The Easel

28th March 2023

Gagosian’s DALL-E–Enabled Art Exhibition Throws Us Headfirst into the Uncanny Valley

This writer hurries to shout ‘crisis’, mentioning it in her second sentence. Do image generating algorithms like DALL-E comprise a crisis? Beeple (remember him?) and crypto art emerged in 2021 and the sky hasn’t fallen in. Images from DALL-E are more sophisticated, but have we crossed a “digital Rubicon”?  Irrespective of any crisis, the idea of “authenticity” needs re-thinking. We already live in “an era of unreal-ness. Since when is “realness” [in art] a metric?”

21st March 2023

Posed Riddles

We can’t seem to leave Diane Arbus alone. Since her death in 1971, much has been written about her ambiguous photography. Susan Sontag complicated things by accusing Arbus of exploiting the subjects she drew from society’s margins. Arbus supporters have been fighting this charge ever since. “[We will never fully] disentangle seeing from staring. There is no way of looking that isn’t, in some way, ghoulish.

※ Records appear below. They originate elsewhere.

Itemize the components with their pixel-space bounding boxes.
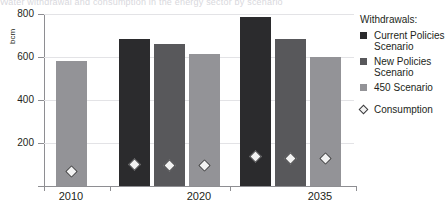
chart-legend: Withdrawals: Current Policies ScenarioNe… — [360, 14, 447, 119]
x-axis-group-label: 2010 — [41, 190, 101, 202]
cropped-title-remnant: Water withdrawal and consumption in the … — [0, 0, 447, 7]
x-axis-group-label: 2035 — [290, 190, 350, 202]
legend-title: Withdrawals: — [360, 14, 447, 26]
legend-swatch-current-policies-icon — [360, 32, 367, 39]
legend-item-label: Consumption — [374, 104, 433, 115]
legend-items: Current Policies ScenarioNew Policies Sc… — [360, 30, 447, 94]
legend-swatch-new-policies-icon — [360, 58, 367, 65]
legend-item: Current Policies Scenario — [360, 30, 447, 53]
x-axis-separator-tick — [110, 186, 111, 191]
x-axis-group-label: 2020 — [169, 190, 229, 202]
x-axis-separator-tick — [44, 186, 45, 191]
y-tick-label: 600 — [0, 52, 34, 62]
diamond-icon — [359, 105, 369, 115]
x-axis-separator-tick — [356, 186, 357, 191]
x-axis-line — [38, 186, 356, 187]
legend-item-consumption: Consumption — [360, 104, 447, 116]
legend-item-label: New Policies Scenario — [374, 56, 431, 79]
legend-item: New Policies Scenario — [360, 56, 447, 79]
y-tick-label: 800 — [0, 9, 34, 19]
y-axis-label: bcm — [8, 17, 17, 57]
x-axis-separator-tick — [230, 186, 231, 191]
plot-area — [44, 14, 354, 186]
cropped-title-text: Water withdrawal and consumption in the … — [0, 0, 283, 7]
y-tick-label: 400 — [0, 95, 34, 105]
gridline — [44, 14, 354, 15]
bar — [310, 57, 341, 186]
legend-swatch-450-icon — [360, 84, 367, 91]
y-tick-label: 200 — [0, 138, 34, 148]
legend-item-label: 450 Scenario — [374, 82, 433, 93]
chart-figure: Water withdrawal and consumption in the … — [0, 0, 447, 210]
legend-item-label: Current Policies Scenario — [374, 30, 445, 53]
legend-item: 450 Scenario — [360, 82, 447, 94]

But turning away from that ambivalence would be ghoulish, too.”

Myrlande Constant: Drapo

Before art, Constant made wedding dresses. Those embroidery skills were redeployed when she began making drapo Vodous, Haitian flags that traditionally depict ethnic or religious symbols. Portraits and genre scenes glitter with sequins, tassels, ribbons and beads, making figures “sway and dance “. This is trailblazing art, says one critic, taking the drapo tradition and “blowing it open into a narrative art”. “Pictorial magnificence“ says another; it belongs “on the walls of major museums”.